Current Behavior
Switching tabs quickly (clicking through 3+ tabs, or holding the switch-tab shortcut) intermittently freezes the UI for 1.3–1.6 seconds. Single, slow-paced switches feel fine; the stall appears once switches come in quick succession, and it gets worse with more tabs/blocks in the workspace. Observed on Windows; the mechanism below is platform-independent, but slower disk I/O (NTFS + Defender) makes it much more visible there.
Expected Behavior
Tab switching stays in the low-milliseconds range regardless of how fast you switch or how many tabs the workspace has.
Steps To Reproduce
- Windows 11, Wave with one workspace containing ~5+ tabs, each with a few terminal blocks
- Rapidly switch between tabs (click tabs in quick succession or repeat the tab-switch keybinding)
- UI stalls for over a second; profiling the backend shows
SetActiveTab spiking to ~1.5s
Wave Version
v0.14.5 (also reproduced on recent main)
Platform
Windows
OS Version/Distribution
Windows 11
Architecture
x64
Anything else?
I profiled this and the cost is not the WebContentsView swap (setBounds is ~0.1ms) — it's a flood of DB operations triggered on every switch, all serialized on the single-connection store:
reinitWave reloads everything on each switch: client, window, workspace, the switched-to tab, its layout, plus every other tab in the workspace — N+5 DB reads per switch. These are almost entirely redundant: the tab's webContents stays alive off-screen with live WPS subscriptions, so its cache is already fresh.
WorkspaceService.SetActiveTab reads the tab and all of its blocks to build a return value that no caller consumes (the frontend signature is already Promise<void>).
Under rapid switching these reads queue up on the store and everything behind them waits.
Measured results after fixing both (reloading only the switched-to tab + layout as a safety net, and dropping the unused return-value reads):
SetActiveTab backend time: max 1576ms → ~20ms (zero spikes >100ms)
- Switch median: 16ms → 6.4ms
Working fix in my fork:
- freefrank/waveterm@9a8d0ee (the core change)
- freefrank/waveterm@71ea570 (follow-up: keeps the post-switch
globalRefocus(), and adds a throttled background resync of client/window/workspace/tabs so a websocket reconnect while a tab is hidden can't leave its cache permanently stale)
Two design points worth flagging if you want this upstreamed:
- The follow-up uses a 30s-throttled background resync as the stale-cache safety net; an alternative (arguably cleaner) is resync-on-reconnect in
wos.ts, which didn't exist as a hook when I wrote this.
- Removing
SetActiveTab's return value is a service-contract change; I verified the only caller discards it, but calling it out explicitly.
Happy to open a PR with the fix if this direction works for you.
Current Behavior
Switching tabs quickly (clicking through 3+ tabs, or holding the switch-tab shortcut) intermittently freezes the UI for 1.3–1.6 seconds. Single, slow-paced switches feel fine; the stall appears once switches come in quick succession, and it gets worse with more tabs/blocks in the workspace. Observed on Windows; the mechanism below is platform-independent, but slower disk I/O (NTFS + Defender) makes it much more visible there.
Expected Behavior
Tab switching stays in the low-milliseconds range regardless of how fast you switch or how many tabs the workspace has.
Steps To Reproduce
SetActiveTabspiking to ~1.5sWave Version
v0.14.5 (also reproduced on recent
main)Platform
Windows
OS Version/Distribution
Windows 11
Architecture
x64
Anything else?
I profiled this and the cost is not the WebContentsView swap (
setBoundsis ~0.1ms) — it's a flood of DB operations triggered on every switch, all serialized on the single-connection store:reinitWavereloads everything on each switch: client, window, workspace, the switched-to tab, its layout, plus every other tab in the workspace — N+5 DB reads per switch. These are almost entirely redundant: the tab's webContents stays alive off-screen with live WPS subscriptions, so its cache is already fresh.WorkspaceService.SetActiveTabreads the tab and all of its blocks to build a return value that no caller consumes (the frontend signature is alreadyPromise<void>).Under rapid switching these reads queue up on the store and everything behind them waits.
Measured results after fixing both (reloading only the switched-to tab + layout as a safety net, and dropping the unused return-value reads):
SetActiveTabbackend time: max 1576ms → ~20ms (zero spikes >100ms)Working fix in my fork:
globalRefocus(), and adds a throttled background resync of client/window/workspace/tabs so a websocket reconnect while a tab is hidden can't leave its cache permanently stale)Two design points worth flagging if you want this upstreamed:
wos.ts, which didn't exist as a hook when I wrote this.SetActiveTab's return value is a service-contract change; I verified the only caller discards it, but calling it out explicitly.Happy to open a PR with the fix if this direction works for you.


▶ TRY IT:
Only the lines that include "arrows" should be copied from the data below.

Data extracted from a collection
--*--

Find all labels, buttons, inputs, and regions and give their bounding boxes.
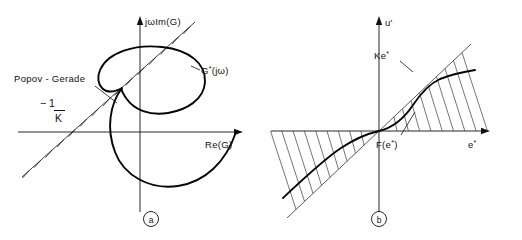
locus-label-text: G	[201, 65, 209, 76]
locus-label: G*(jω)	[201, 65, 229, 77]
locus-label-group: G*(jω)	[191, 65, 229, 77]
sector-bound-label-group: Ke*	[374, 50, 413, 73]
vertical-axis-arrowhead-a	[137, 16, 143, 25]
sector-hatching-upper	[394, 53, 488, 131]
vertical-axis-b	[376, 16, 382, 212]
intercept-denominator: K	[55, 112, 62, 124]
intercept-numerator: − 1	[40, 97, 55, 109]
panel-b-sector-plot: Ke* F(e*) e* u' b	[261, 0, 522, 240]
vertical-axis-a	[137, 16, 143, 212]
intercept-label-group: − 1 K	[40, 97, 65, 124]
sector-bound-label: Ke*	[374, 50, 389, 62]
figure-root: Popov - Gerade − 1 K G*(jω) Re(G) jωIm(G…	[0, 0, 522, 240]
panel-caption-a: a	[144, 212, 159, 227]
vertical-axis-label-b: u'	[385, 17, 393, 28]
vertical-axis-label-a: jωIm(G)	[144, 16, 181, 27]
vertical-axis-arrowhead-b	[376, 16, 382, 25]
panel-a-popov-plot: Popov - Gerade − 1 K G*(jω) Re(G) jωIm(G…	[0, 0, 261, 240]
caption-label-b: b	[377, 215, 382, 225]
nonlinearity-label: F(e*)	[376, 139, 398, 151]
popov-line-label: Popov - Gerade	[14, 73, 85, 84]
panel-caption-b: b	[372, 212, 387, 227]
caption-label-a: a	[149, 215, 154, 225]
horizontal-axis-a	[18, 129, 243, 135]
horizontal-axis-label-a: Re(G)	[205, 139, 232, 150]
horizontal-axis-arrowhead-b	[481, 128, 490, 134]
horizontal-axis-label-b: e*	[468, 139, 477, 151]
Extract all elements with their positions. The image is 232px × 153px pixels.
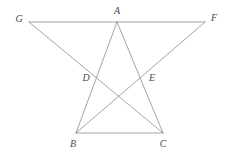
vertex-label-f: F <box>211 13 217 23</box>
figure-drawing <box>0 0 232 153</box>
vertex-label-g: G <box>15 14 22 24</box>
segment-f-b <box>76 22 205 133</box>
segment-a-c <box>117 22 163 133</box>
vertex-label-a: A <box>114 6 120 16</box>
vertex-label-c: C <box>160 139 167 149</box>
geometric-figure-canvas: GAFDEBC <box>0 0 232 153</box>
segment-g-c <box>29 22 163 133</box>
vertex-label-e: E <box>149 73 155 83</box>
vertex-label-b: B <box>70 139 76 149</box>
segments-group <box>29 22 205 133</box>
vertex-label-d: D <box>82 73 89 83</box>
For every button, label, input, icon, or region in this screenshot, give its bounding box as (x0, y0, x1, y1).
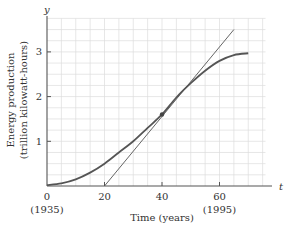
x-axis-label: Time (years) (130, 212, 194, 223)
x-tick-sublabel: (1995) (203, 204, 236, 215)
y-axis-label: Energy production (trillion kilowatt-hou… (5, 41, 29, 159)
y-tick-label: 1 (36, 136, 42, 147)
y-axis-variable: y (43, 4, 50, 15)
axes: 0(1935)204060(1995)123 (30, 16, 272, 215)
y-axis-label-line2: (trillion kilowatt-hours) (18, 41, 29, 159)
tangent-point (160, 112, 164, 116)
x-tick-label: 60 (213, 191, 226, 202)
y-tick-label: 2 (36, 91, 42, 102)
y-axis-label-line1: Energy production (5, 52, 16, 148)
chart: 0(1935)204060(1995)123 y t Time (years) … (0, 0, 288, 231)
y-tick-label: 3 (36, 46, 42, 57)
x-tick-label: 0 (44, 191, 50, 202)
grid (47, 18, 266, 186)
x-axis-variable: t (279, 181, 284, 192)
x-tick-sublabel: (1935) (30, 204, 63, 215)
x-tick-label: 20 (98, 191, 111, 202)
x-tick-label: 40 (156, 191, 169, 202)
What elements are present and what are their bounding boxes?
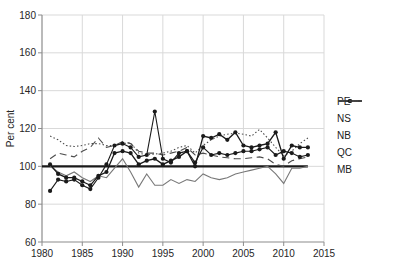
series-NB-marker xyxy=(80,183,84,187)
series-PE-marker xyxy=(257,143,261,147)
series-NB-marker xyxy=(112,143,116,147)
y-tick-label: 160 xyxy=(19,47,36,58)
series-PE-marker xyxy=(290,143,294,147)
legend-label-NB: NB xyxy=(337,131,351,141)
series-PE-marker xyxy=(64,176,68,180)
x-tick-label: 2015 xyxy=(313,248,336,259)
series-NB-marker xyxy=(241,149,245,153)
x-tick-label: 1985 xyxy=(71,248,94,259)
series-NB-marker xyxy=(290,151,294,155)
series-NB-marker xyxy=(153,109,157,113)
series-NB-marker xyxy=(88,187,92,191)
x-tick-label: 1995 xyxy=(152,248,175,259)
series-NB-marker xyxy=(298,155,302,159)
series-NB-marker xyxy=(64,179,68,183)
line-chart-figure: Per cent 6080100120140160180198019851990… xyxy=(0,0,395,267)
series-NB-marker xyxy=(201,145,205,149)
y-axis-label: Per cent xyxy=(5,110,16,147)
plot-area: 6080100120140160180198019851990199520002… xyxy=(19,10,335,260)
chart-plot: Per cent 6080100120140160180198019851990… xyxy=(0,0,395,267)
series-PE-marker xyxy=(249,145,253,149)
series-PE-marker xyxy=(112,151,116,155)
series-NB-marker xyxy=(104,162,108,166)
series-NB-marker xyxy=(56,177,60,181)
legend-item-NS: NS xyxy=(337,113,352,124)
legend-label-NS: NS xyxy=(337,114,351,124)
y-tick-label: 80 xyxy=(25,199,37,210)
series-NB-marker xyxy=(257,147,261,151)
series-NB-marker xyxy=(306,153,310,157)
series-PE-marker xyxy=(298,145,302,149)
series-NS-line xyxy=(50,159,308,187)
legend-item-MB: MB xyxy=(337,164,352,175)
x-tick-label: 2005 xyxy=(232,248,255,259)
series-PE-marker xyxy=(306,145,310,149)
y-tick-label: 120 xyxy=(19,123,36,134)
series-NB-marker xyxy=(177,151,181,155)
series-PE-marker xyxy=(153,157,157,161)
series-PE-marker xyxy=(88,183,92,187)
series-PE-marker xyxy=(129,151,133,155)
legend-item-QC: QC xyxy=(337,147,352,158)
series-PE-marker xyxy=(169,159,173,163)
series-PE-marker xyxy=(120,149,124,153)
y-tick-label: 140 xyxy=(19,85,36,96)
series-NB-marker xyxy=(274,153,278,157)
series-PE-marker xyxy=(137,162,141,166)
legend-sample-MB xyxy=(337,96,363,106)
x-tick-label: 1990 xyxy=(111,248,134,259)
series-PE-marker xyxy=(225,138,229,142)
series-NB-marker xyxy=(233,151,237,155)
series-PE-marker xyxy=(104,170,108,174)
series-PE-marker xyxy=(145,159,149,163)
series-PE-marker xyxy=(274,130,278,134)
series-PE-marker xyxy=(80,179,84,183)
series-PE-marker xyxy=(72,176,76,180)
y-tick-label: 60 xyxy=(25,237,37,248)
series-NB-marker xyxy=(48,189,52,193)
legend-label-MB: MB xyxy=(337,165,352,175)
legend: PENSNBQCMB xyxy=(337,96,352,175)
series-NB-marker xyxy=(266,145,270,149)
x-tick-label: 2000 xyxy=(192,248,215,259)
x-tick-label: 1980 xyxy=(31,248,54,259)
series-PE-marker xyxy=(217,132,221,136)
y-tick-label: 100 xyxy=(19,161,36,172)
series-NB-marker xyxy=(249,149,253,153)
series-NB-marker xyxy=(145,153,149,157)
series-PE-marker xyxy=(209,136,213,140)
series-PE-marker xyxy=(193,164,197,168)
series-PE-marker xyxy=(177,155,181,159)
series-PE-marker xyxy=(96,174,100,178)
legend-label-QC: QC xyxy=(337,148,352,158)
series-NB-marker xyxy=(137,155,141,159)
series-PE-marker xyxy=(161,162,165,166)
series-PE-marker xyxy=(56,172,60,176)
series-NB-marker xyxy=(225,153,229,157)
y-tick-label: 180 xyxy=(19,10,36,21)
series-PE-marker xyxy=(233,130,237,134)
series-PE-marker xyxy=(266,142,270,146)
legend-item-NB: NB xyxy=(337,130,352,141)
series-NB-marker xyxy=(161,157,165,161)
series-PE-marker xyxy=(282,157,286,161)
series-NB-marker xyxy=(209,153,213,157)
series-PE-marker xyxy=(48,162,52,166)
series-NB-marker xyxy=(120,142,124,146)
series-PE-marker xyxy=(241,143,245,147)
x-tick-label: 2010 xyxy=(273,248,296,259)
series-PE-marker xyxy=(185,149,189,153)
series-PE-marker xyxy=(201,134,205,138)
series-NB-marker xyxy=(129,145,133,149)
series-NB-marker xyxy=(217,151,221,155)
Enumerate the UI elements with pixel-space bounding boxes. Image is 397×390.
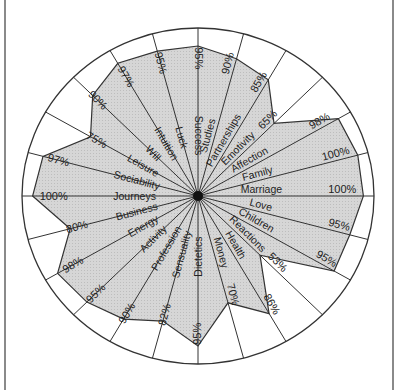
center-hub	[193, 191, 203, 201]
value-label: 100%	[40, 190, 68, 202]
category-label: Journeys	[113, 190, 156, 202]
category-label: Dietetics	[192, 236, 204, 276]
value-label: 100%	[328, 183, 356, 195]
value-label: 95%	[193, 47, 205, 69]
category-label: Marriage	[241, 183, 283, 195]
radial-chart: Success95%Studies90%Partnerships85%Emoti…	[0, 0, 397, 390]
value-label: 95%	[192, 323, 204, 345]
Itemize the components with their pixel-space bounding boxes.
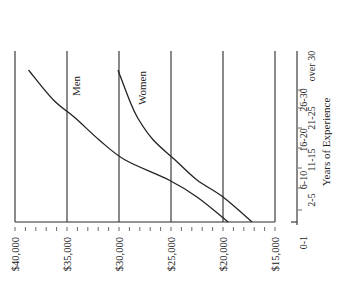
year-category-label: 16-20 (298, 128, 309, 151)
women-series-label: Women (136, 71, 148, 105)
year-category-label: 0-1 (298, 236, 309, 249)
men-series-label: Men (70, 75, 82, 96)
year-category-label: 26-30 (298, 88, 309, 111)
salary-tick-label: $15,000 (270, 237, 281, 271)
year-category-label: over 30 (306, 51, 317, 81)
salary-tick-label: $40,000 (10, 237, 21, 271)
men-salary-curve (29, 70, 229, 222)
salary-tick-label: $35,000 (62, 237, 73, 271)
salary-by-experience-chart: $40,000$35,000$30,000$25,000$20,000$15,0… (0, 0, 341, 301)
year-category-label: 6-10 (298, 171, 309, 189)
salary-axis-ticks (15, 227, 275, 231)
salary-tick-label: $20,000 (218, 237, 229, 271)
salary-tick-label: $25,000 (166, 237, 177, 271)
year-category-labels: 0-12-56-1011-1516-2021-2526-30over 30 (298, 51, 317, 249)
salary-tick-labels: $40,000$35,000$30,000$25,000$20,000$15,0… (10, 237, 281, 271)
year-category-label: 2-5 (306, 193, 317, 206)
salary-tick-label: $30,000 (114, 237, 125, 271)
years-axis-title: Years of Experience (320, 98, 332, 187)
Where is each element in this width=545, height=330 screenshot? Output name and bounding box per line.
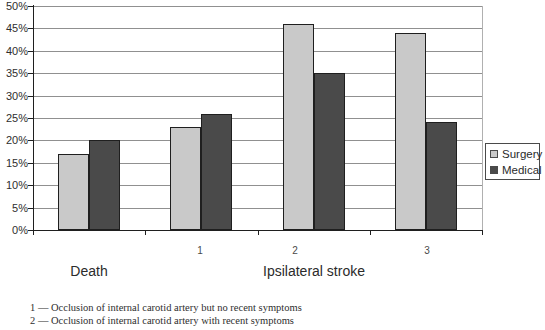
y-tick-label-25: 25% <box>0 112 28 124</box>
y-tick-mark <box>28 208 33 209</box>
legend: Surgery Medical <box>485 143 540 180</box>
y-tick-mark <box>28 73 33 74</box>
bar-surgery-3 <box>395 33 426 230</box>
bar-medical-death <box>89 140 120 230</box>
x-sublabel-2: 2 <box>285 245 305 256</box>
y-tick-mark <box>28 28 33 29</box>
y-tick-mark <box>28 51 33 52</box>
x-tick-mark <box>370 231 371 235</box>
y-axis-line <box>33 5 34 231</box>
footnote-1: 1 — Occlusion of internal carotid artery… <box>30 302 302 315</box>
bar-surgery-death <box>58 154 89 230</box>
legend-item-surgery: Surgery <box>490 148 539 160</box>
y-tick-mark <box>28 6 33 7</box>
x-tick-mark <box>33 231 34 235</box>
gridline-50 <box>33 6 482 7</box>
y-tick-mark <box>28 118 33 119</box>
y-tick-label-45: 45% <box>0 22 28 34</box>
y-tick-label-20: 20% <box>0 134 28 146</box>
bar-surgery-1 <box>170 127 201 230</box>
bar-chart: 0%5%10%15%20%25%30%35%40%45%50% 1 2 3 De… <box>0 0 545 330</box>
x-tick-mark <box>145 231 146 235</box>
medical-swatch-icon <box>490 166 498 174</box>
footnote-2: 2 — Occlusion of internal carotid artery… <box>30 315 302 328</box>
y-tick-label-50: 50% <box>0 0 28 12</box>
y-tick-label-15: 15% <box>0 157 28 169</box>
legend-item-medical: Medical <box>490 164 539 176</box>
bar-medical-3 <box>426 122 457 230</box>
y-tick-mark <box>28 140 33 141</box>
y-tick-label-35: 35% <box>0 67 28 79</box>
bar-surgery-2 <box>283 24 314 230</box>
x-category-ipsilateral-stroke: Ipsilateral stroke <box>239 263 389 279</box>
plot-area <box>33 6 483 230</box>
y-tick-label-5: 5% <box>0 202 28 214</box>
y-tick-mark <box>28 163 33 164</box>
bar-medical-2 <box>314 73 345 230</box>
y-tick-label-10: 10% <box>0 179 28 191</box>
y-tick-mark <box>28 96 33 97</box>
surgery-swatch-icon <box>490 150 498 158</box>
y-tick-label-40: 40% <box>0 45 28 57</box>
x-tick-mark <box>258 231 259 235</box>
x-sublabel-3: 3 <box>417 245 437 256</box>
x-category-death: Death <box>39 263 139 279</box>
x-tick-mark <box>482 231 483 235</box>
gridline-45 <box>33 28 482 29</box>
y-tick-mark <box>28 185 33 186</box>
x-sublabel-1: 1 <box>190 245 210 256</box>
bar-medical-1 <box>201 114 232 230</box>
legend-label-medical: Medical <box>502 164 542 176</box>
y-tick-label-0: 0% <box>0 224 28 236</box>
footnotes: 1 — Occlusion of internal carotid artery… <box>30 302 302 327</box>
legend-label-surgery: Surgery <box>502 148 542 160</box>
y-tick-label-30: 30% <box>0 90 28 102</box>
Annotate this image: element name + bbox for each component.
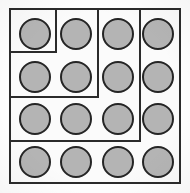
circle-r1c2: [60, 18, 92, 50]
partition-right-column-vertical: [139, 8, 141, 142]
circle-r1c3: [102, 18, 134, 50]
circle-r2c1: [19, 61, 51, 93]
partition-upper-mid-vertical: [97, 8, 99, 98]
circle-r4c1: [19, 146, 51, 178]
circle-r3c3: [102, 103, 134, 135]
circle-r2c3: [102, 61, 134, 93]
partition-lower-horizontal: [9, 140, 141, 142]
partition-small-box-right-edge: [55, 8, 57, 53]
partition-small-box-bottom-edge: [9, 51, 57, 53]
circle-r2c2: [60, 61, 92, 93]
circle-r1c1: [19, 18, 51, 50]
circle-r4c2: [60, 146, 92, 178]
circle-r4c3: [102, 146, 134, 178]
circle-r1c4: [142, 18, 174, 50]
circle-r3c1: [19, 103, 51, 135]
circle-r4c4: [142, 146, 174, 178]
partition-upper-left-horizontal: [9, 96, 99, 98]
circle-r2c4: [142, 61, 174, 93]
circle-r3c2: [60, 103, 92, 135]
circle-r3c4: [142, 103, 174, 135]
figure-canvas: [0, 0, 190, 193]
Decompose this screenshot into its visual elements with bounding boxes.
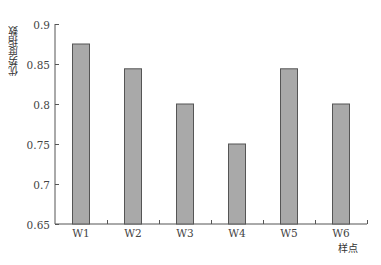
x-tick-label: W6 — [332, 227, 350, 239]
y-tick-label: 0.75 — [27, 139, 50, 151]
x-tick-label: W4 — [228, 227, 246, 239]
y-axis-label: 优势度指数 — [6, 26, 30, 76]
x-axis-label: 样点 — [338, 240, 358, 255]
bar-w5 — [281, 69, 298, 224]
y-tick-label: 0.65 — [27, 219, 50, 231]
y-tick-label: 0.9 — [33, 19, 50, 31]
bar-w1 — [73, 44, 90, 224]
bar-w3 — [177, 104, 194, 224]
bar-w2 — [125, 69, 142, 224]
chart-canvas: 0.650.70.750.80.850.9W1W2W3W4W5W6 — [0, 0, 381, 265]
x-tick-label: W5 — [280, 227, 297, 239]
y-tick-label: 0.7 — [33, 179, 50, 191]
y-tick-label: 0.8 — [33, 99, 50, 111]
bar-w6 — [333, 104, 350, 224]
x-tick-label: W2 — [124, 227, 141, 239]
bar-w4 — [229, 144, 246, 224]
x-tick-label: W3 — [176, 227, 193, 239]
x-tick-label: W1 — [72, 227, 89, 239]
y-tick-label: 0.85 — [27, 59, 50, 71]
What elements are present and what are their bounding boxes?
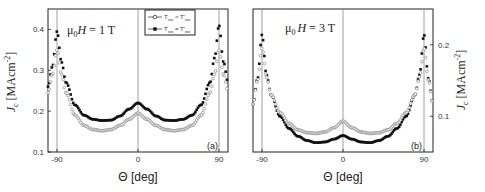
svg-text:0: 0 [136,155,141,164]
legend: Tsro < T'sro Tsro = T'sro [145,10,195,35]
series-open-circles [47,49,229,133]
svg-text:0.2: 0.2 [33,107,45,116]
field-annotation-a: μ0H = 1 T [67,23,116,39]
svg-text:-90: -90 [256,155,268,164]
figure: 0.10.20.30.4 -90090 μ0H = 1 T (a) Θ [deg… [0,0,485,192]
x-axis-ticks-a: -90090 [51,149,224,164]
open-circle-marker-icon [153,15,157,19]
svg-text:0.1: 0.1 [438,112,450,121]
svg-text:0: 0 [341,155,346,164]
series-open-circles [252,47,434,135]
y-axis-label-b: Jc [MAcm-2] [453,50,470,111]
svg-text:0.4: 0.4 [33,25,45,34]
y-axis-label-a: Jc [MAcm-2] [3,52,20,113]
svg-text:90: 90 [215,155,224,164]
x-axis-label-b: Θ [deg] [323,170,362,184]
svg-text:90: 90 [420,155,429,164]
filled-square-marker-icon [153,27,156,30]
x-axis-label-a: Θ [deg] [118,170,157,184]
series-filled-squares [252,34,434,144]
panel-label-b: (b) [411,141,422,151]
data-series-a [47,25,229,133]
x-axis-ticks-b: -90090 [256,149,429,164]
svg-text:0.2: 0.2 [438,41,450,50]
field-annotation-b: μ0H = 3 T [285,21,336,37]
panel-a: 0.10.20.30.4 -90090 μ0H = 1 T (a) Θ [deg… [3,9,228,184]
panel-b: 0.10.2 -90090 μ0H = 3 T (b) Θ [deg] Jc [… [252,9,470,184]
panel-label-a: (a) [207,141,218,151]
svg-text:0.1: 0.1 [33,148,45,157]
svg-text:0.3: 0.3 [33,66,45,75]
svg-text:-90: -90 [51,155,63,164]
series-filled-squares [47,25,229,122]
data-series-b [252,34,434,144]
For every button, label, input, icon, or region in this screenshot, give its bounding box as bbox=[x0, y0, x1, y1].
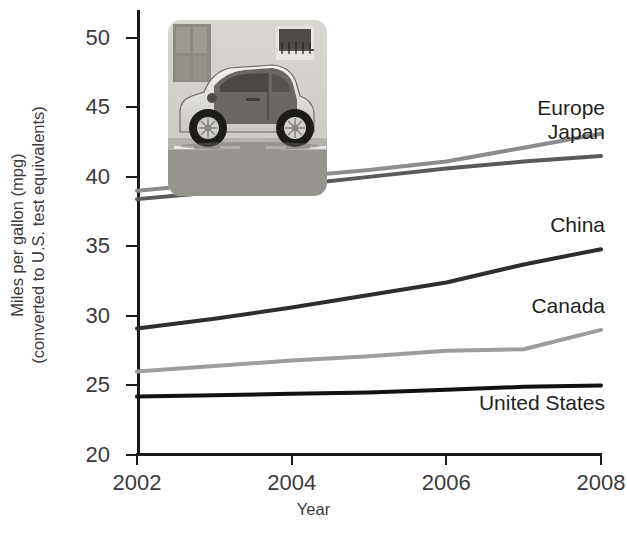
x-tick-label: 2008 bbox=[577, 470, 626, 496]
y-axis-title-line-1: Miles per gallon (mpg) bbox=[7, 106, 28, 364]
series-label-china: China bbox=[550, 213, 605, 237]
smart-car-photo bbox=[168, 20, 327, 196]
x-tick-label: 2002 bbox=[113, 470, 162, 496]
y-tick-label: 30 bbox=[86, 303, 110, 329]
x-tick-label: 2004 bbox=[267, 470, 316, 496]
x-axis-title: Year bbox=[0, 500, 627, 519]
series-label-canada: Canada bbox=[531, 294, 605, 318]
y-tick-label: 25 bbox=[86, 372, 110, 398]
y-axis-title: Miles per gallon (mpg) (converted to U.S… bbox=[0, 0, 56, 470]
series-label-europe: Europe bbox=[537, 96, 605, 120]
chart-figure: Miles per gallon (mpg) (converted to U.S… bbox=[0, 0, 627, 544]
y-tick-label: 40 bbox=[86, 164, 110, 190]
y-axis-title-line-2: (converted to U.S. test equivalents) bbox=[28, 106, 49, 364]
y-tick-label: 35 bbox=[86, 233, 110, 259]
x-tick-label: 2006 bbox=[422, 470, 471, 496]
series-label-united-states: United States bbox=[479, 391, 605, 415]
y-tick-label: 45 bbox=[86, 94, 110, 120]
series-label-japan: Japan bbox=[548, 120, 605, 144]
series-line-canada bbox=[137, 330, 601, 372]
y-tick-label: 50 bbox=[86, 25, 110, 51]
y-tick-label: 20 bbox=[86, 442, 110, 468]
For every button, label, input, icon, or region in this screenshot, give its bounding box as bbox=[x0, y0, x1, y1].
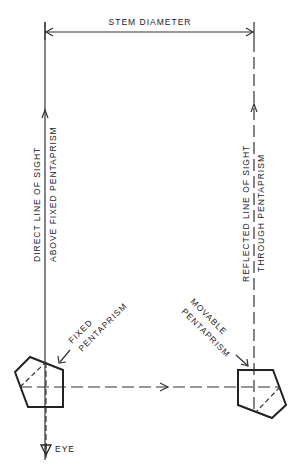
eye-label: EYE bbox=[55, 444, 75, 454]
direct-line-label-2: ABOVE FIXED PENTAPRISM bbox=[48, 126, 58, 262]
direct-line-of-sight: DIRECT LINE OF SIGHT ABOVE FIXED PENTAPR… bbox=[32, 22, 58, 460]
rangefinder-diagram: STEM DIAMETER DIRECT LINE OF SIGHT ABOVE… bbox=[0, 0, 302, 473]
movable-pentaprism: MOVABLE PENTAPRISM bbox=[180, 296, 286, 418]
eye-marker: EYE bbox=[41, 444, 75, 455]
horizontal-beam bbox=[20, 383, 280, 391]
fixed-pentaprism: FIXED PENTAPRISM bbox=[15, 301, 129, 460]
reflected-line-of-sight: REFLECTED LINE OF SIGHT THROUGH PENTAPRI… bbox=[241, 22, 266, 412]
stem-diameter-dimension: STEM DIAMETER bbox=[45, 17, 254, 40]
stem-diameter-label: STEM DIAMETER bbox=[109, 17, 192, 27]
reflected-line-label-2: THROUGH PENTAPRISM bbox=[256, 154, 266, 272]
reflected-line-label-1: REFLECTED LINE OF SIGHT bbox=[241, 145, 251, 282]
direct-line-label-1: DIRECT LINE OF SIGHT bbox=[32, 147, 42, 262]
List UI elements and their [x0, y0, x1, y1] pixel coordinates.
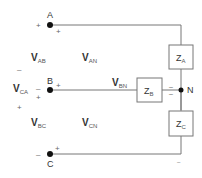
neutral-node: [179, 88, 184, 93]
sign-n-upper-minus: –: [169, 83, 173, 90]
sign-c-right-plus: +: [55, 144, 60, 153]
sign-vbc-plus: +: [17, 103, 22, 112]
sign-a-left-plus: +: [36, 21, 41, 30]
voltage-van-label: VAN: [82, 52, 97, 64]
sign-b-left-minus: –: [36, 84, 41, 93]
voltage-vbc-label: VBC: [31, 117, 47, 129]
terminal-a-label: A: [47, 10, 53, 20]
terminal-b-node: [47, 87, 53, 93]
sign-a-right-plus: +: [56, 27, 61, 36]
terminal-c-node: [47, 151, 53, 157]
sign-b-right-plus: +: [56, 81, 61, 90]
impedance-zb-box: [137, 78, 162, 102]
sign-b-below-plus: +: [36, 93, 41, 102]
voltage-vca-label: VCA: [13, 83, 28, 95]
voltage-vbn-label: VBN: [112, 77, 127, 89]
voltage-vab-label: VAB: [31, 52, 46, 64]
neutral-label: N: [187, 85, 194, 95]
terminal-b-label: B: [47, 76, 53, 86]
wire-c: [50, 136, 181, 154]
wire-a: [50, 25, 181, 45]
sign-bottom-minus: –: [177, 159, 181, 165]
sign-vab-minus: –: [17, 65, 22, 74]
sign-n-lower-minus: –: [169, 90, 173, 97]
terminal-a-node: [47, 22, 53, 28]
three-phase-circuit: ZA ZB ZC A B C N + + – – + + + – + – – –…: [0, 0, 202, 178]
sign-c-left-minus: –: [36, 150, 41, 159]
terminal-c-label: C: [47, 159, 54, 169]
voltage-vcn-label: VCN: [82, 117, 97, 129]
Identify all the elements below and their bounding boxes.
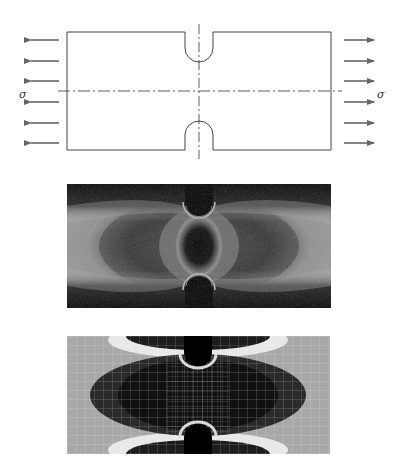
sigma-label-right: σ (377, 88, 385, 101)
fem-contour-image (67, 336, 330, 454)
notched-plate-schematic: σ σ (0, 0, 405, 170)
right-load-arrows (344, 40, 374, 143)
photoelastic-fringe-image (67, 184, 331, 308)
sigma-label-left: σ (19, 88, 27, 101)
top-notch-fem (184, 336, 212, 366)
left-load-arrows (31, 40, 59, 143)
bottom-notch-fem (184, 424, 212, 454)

--*--

▶ RESPONSE AREA:
right-load-arrows (344, 40, 374, 143)
left-load-arrows (31, 40, 59, 143)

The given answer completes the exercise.